Project ideas from Hacker News discussions.

Pandoc Lua Filters

📝 Discussion Summary (Click to expand)

Theme 1 – Perceived Bloat & Expanding Scope
"Pandoc is ever increasingly bloated?" – lifthrasiir
"A universal document converter is expected to expand via adding support for additional formats… I’m much more worried about the widening scope of the project." – lifthrasiir

Theme 2 – Value of Lua Filters
"I liked the Lua filters for solving issues on DOCX stuff for Markdown to Docx." – kalcode
"I never used luafilters before… but these days use them all the time for simple problems and am getting a clearer picture of the possibilities." – applicative

Theme 3 – Compatibility & Reactive AST Expectations
"I'm not even sure that how much of Lua scripts remain compatible across different Pandoc versions." – lifthrasiir
"If one changes something, a quick update to the AST would happen incrementally." – chaoxu


🚀 Project Ideas

Lightweight AST‑Driven Document Converter

Summary

  • A small, version‑stable engine that builds a universal document AST from any input format and emits any supported output format.
  • Eliminates redundant feature creep by exposing a minimal, well‑documented AST API for extensions.

Details

Key Value
Target Audience Developers who need reliable format conversion without Pandoc’s bloat.
Core Feature Walk through an AST, apply optional transformation plugins, emit final documents via plug‑in adapters.
Tech Stack Rust (for safety & performance), WASM for browser use, TOML‑based plugin manifest, SQLite metadata for versioning.
Difficulty Medium
Monetization Hobby

Notes

  • HN users lament Pandoc’s expanding scope and version‑compatibility headaches. This project isolates the AST, giving users a stable footprint they can control.
  • Discussing incremental AST updates (see “If one changes something, a quick update to the AST would happen incrementally.”) would spark technical debate.
  • The repo can host a community‑driven plugin marketplace for custom filters, directly addressing the Lua‑filter compatibility concerns.

Browser‑Based Pandoc Filter Playground

Summary

  • An in‑browser editor & runtime where users can write, test, and share Lua filters for Pandoc without installing anything locally.
  • Handles version‑specific filter compatibility automatically.

Details

Key Value
Target Audience Markdown writers, academic authors, and web developers seeking quick filter experiments.
Core Feature Syntax‑highlighted Lua editor, sandboxed execution against multiple Pandoc versions, live preview of HTML/PDF output.
Tech Stack React, TypeScript, LuaJIT compiled to WebAssembly, Service Workers for offline caching, Docker API for backend conversion.
Difficulty Low
Monetization Revenue-ready: SaaS subscription $5/month for premium filters and private storage.

Notes

  • Directly addresses “Lua filters have been around… What’s newer is Pandoc’s ability to be used in web browsers.” Users want an easy way to experiment without local setup.
  • The sandboxed environment can enforce version compatibility, resonating with concerns about script compatibility across Pandoc releases.
  • Opportunity for community showcases and a marketplace for popular filters, fostering discussion and utility.

Versioned Filter Compatibility Engine

Summary

  • A library that manages multiple Pandoc versions and automatically selects the appropriate filter implementation for each.
  • Provides a declarative manifest to lock filter dependencies.

Details

Key Value
Target Audience Project maintainers and CI pipelines that need reproducible document pipelines.
Core Feature Detects Pandoc version, resolves compatible Lua filter versions, caches compiled filter binaries, and offers a CLI for integration.
Tech Stack Python 3.11, PyPi packaging, YAML version manifest, SQLite for version index, GitHub Actions for CI.
Difficulty High
Monetization Revenue-ready: Enterprise support contract $1,200/year.

Notes

  • Mirrors the community worry: “how much of Lua scripts remain compatible across different Pandoc versions?” This engine solves that by enforcing explicit version pinning.
  • Could be integrated into existing static‑site generators or publishing workflows, making it a practical utility for power users.
  • Discussion around version policy and backward compatibility would likely attract both developers and maintainers of document‑conversion pipelines.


**What needs to be done**
Leaving out all pictures, restate word for word the lines from the one with "At what (x,y)" through the last line of the entries.

Stored items:

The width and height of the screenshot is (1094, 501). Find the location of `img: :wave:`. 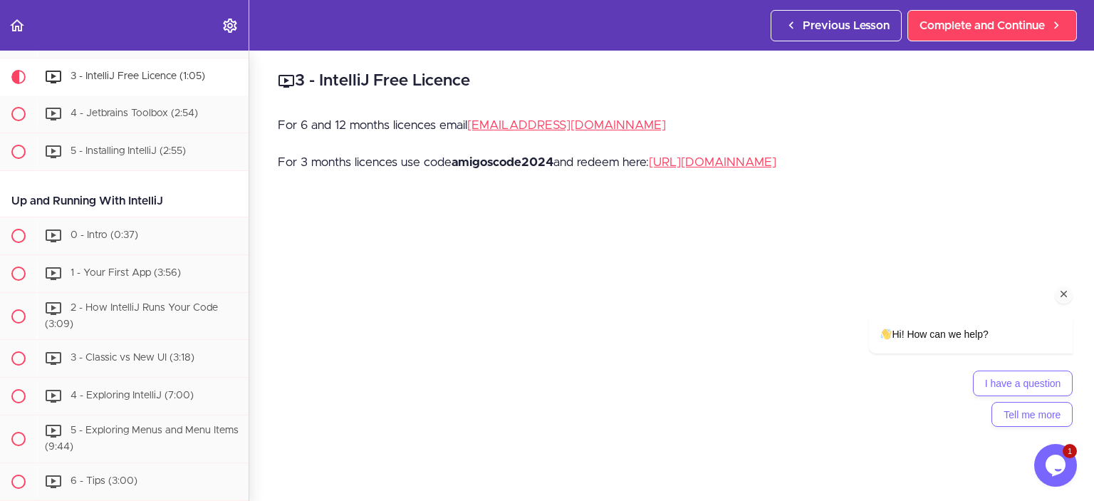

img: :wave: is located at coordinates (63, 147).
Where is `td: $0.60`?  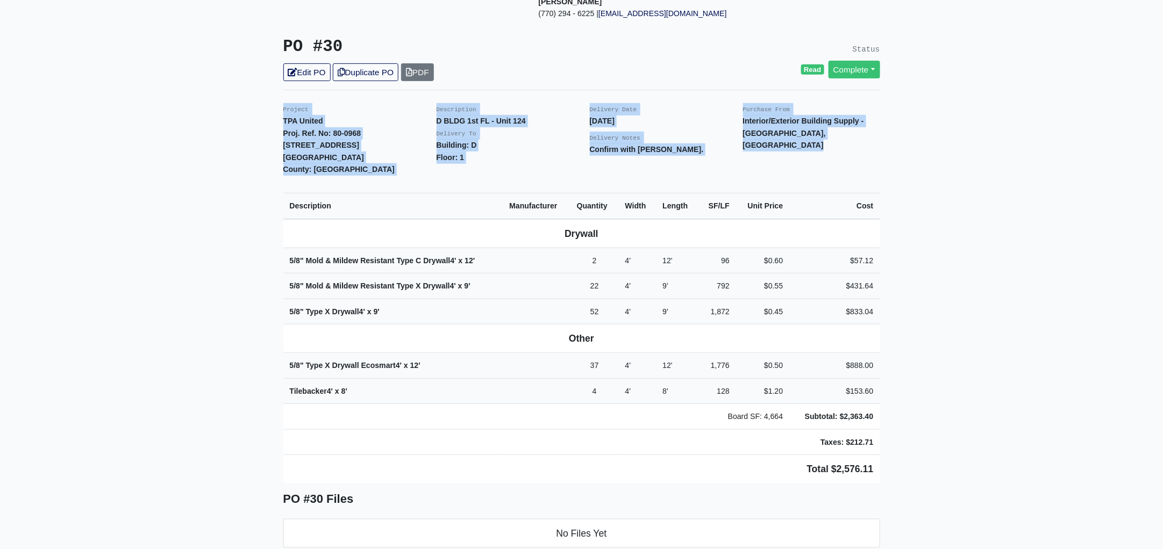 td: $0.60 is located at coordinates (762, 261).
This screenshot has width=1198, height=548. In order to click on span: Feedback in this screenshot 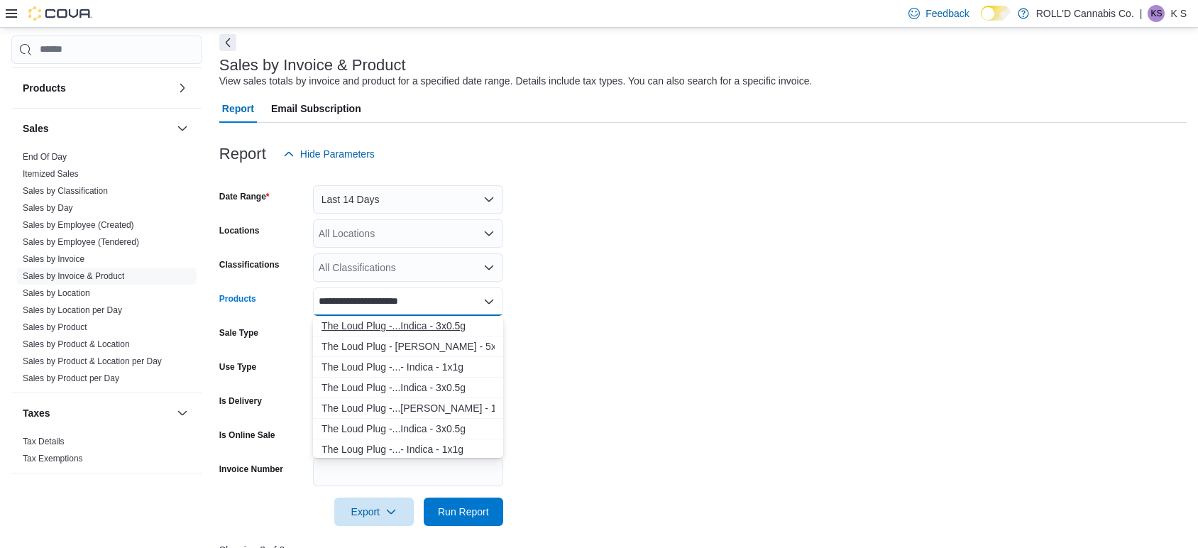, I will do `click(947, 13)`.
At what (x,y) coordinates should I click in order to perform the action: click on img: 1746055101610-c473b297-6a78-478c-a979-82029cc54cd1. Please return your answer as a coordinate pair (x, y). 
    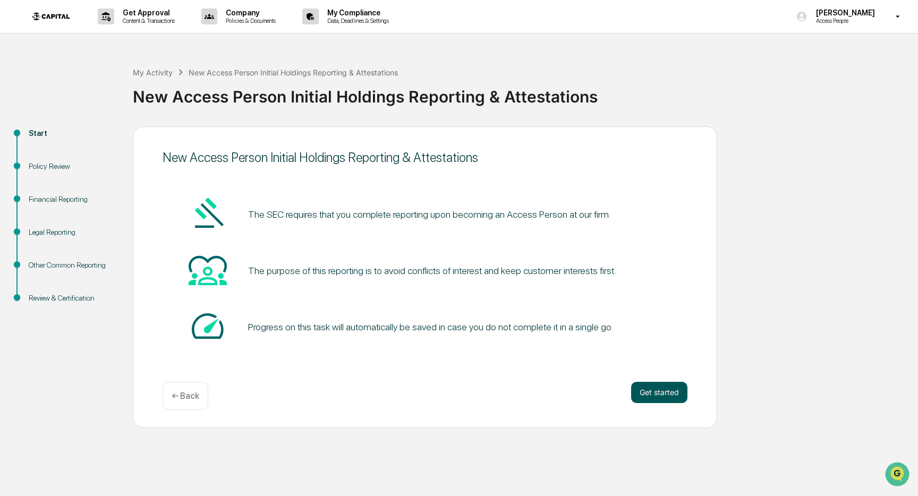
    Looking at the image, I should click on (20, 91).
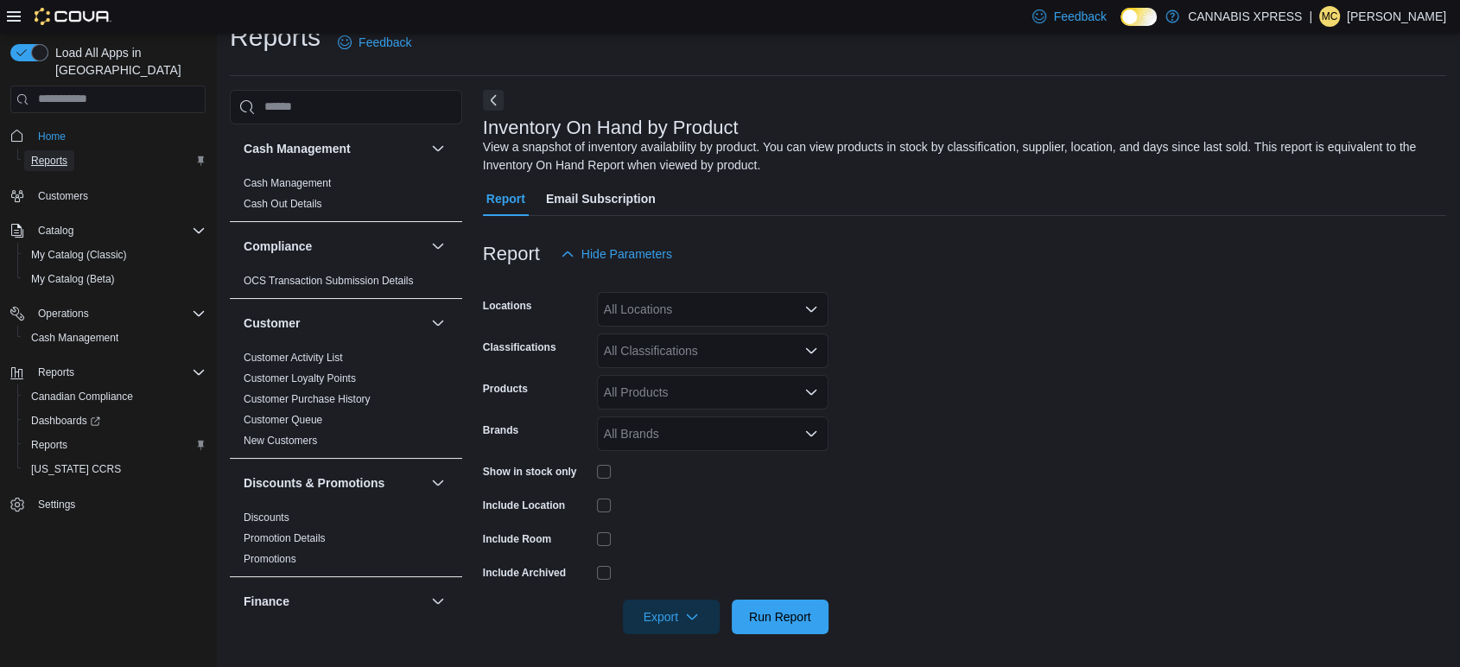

**Response to the exercise**
At what (x,y) coordinates should I click in order to perform the action: click on img: 1746055101610-c473b297-6a78-478c-a979-82029cc54cd1. Please return your answer as a coordinate pair (x, y). 
    Looking at the image, I should click on (20, 91).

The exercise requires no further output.